Solutions / Shifting / Easy
And then he said he had a solution to the problem, after outlining the problem. “Modern football”, he said, in the tone he used when he wanted to express something he thought I would not understand, “is about finding space in the vertical gaps between players.”
He continued. “The problem that Bradford City have, and will have until this problem is solved, is a lateral one.” I think he thought the phrasing was good, because he left it in the air, but eventually added. “To make space between players, you need the capacity to have space between players.”
“At 73 yards across, with four players and two touchlines you can maintain gaps or at most twelve yards between players, but probably less. Most League Two players can cover that ground.”
With the firmness of a man possessed with an idea he concluded “The aim of modern football is to make space between players to exploit, and there is no space to be had, and so there is only one solution.”
Boring
Valley Parade in 2023 has become a boring place to watch football. It has become imperative – according to some – that the manager Mark Hughes is replaced, but the reasons are unclear and uninteresting.
There is no manager who will arrive at the club bringing the 1990s, the ability to play a four at the back with two on each flank, and two up top, and the days when crossing worked more than one in every ninety attempts.
When Hughes removed Richie Smallwood he removed City’s capacity to convert possession from defence to attack. Other than punting the ball it seemed there was no idea of how the likes of Matty Platt and Sam Stubbs would get the ball to the line of many forward players. Hughes seemed to be underlining this point by taking off Smallwood, which was applauded for reasons which are largely beyond me, and illustrated the problem.
I’ve watched a half dozen games this week, from England internationals to a Latvian First Division match. I watched the top of the J League, and I watched football’s most exciting tactical innovator at Bayer Leverkusen. Nowhere, other than at Bradford City, did I see the idea that you might not need players in the midfield who could get the ball and pass the ball.
Napkin
It was drawn on a napkin, in a bar with pretensions, but it would be made into CAD layouts. The solution was to move the front rows of the Midland Road stand away, and build up the land over the Holy Well and the smaller side of the ground. Build, seed, turf, stretch, grown, improve.
“A bigger pitch, and more space on the pitch, because modern football has left Valley Parade behind. It is too easy to defend, and so City are playing football without home advantage.”
The point was compelling, if not the solution, “Everyone else has home games which are a chance to get three points, but the way that football has changed in overloads, and covering space, City are trying to get three on a pitch that is so easy to defend.”
“The only solution, the only one” said with timber, “is to spend millions of pounds to redevelop Valley Parade to increase the size of the pitch, to make it easier to move the oppositions back four left and right and create space between players.”
“This must happen.”
Exacerbated
Hughes has a set of problems exacerbated by a weakness in the midfield where Alex Gillead, who is playing well in September 2023, is struggling to be the creator which City tried to sign in the summer before they returned with Kevin McDonald.
McDonald himself is a capable blocking midfielder, and can play a pass over distance, but struggles with the ball in close quarters and only the aforementioned Smallwood is able to move the ball between defence and attack with any frequency, but most of the time he is used by his teammates to take a ball they do not want, and return it to them which they feel more comfortable.
None of these problems are solved if there is no Mark Hughes at Bradford City, but that seems to have long since stopped mattering to anyone. The aim of football support – as with much of the post-Brexit landscape of the country – is to impose your will.
That your will is, at its heart, illogical is no drawback. Rather, it is a proof of your fervency. Your ability to believe, even against logic and evidence, allows you to defeat any argument grounded in such argil concerns.
End
“I don’t care what you say, the only thing we can do is expand the size of the pitch, and if you had any ambition, you’d say it too.”
Given the scope of what was discussed, it seemed unfeasible, but what did I know? This pint, and this conversation, was dragging on, but it was as good as any other.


### REQUIRED WORK
Whenever a line in the listing below holds the string "arrow", include it in the count. Say how many such lines there are and nothing more.

### EXERCISE DATA
········

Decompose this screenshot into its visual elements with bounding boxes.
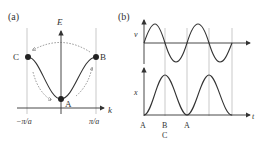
tick-pi-over-a: π/a (89, 117, 99, 126)
k-axis-label: k (108, 105, 113, 115)
point-c (25, 54, 31, 60)
point-b-label: B (100, 52, 106, 62)
time-label-a-2: A (184, 121, 190, 130)
t-axis-label: t (252, 112, 255, 121)
panel-a: (a) E k −π/a π/a C B A (8, 11, 113, 126)
bloch-oscillation-diagram: (a) E k −π/a π/a C B A (b) (0, 0, 255, 148)
point-c-label: C (13, 52, 19, 62)
point-a-label: A (65, 99, 72, 109)
energy-axis-label: E (56, 17, 63, 27)
time-label-b: B (162, 121, 167, 130)
point-b (93, 54, 99, 60)
point-a (58, 96, 64, 102)
panel-a-label: (a) (8, 11, 19, 23)
tick-minus-pi-over-a: −π/a (16, 117, 32, 126)
position-curve (144, 75, 232, 115)
panel-b-label: (b) (118, 11, 130, 23)
time-label-a-1: A (140, 121, 146, 130)
x-axis-label: x (133, 88, 138, 97)
time-label-c: C (162, 131, 167, 140)
path-arrow-a-to-b (76, 68, 92, 96)
v-axis-label: v (134, 30, 138, 39)
bragg-reflection-arrow (33, 42, 90, 52)
panel-b: (b) v x t A B C A (118, 11, 255, 140)
band-curve (28, 57, 96, 99)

········

### OUTPUT
2